■ **Activity**:
From the line that contains "Locate an element" to the end of the entries, copy each line exactly, though the pictures stay out.

-- Excerpted data follows --

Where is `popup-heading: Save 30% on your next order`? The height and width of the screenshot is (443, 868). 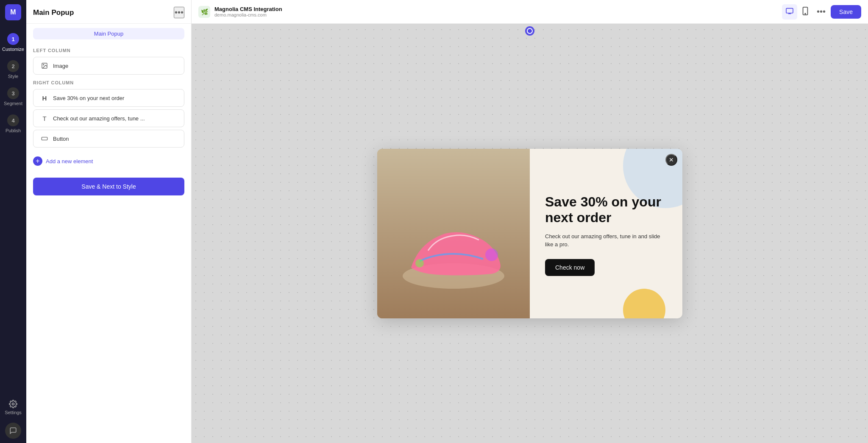 popup-heading: Save 30% on your next order is located at coordinates (606, 210).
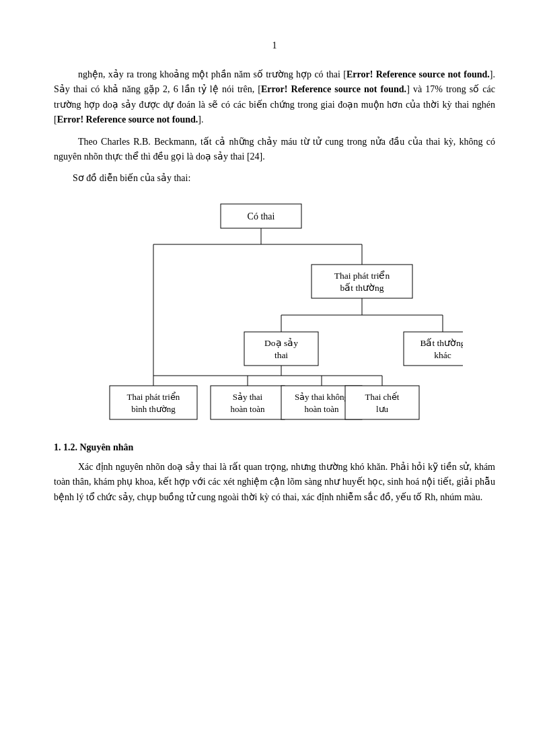 The width and height of the screenshot is (549, 756). Describe the element at coordinates (362, 288) in the screenshot. I see `svg-text: bất thường` at that location.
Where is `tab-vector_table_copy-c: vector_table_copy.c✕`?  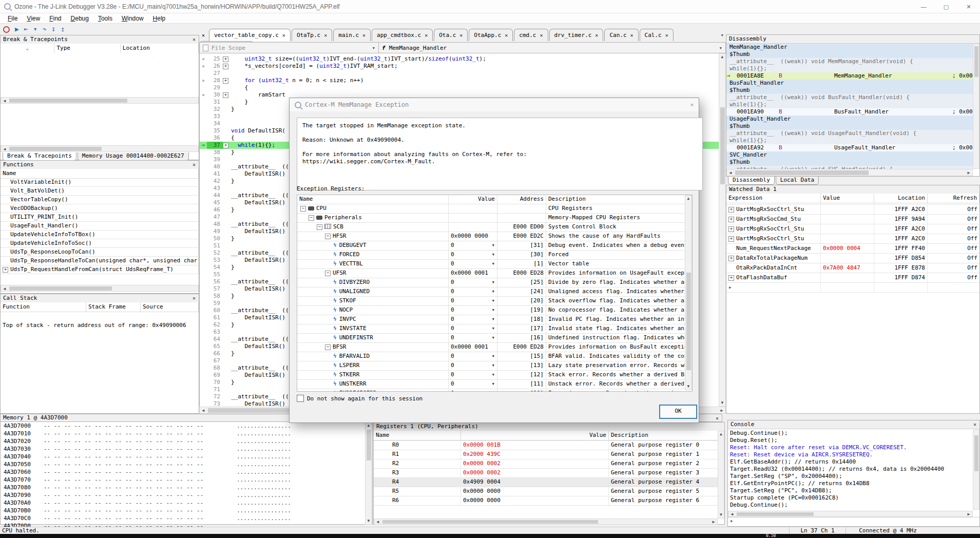 tab-vector_table_copy-c: vector_table_copy.c✕ is located at coordinates (249, 35).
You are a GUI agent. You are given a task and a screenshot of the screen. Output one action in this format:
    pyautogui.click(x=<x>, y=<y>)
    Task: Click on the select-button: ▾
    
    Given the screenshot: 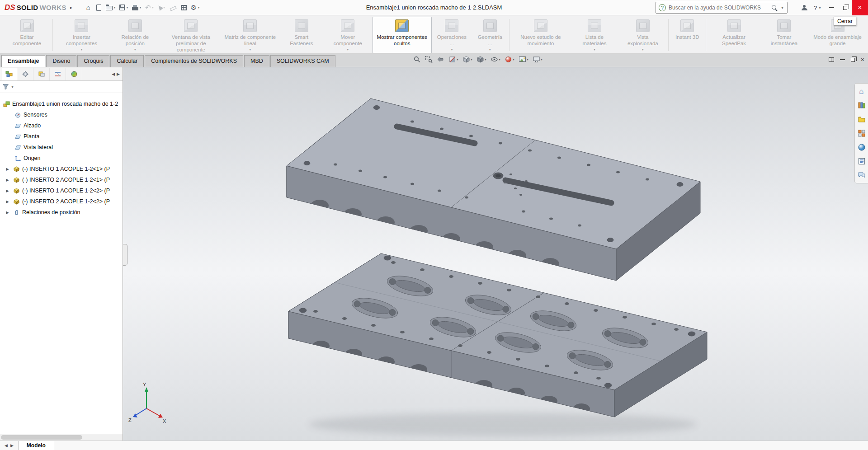 What is the action you would take?
    pyautogui.click(x=162, y=8)
    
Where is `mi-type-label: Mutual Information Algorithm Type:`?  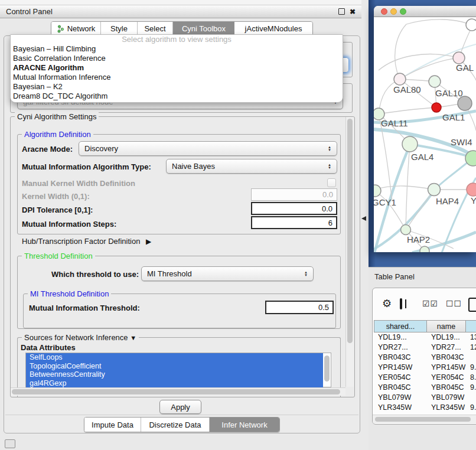
mi-type-label: Mutual Information Algorithm Type: is located at coordinates (86, 167).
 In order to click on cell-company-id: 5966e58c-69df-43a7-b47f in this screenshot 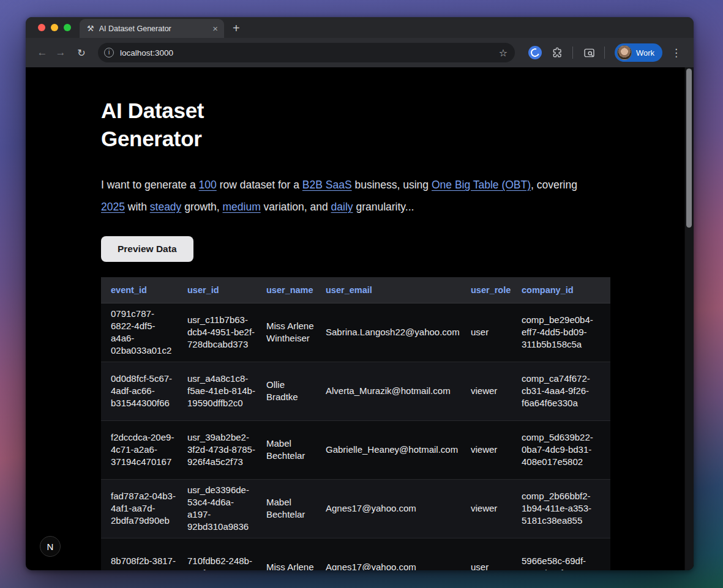, I will do `click(561, 554)`.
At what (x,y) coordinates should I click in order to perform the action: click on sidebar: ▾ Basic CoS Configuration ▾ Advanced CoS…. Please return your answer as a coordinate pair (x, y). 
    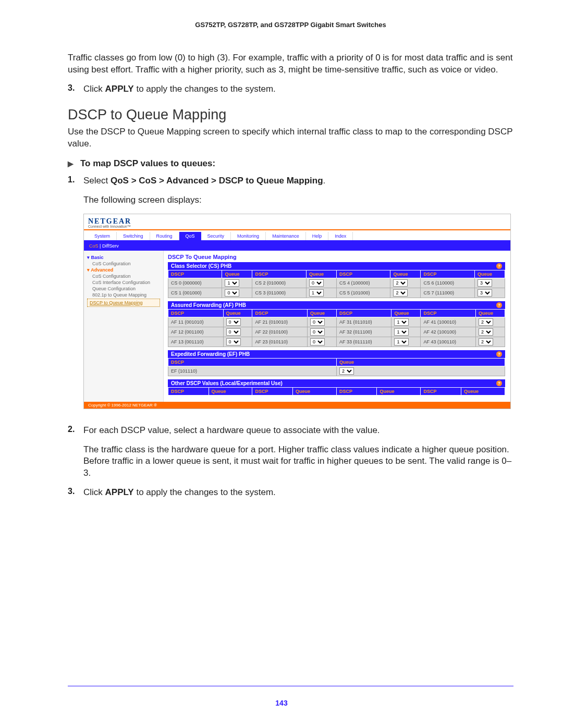
    Looking at the image, I should click on (124, 326).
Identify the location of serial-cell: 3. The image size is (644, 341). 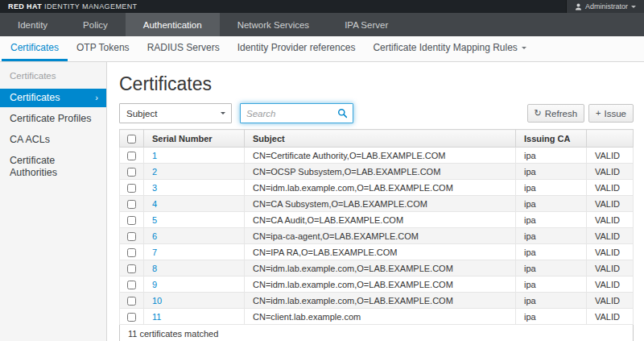
(195, 188).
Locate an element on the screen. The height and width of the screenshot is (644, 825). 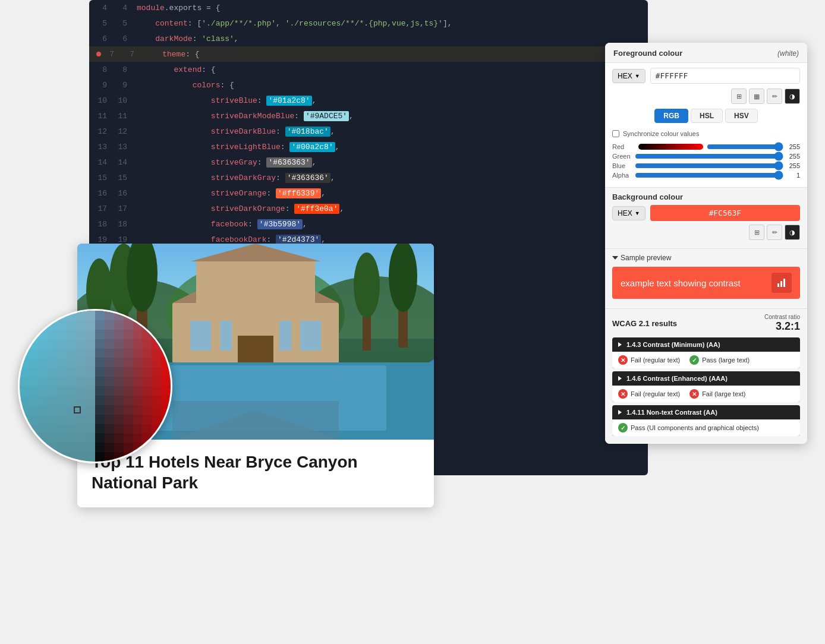
code-line: 18 18 facebook: '#3b5998', is located at coordinates (369, 224).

-- Excerpted data concluded --

■ **Exercise response**:
Locate an element on the screen. The height and width of the screenshot is (644, 825). 
code-line: 18 18 facebook: '#3b5998', is located at coordinates (369, 224).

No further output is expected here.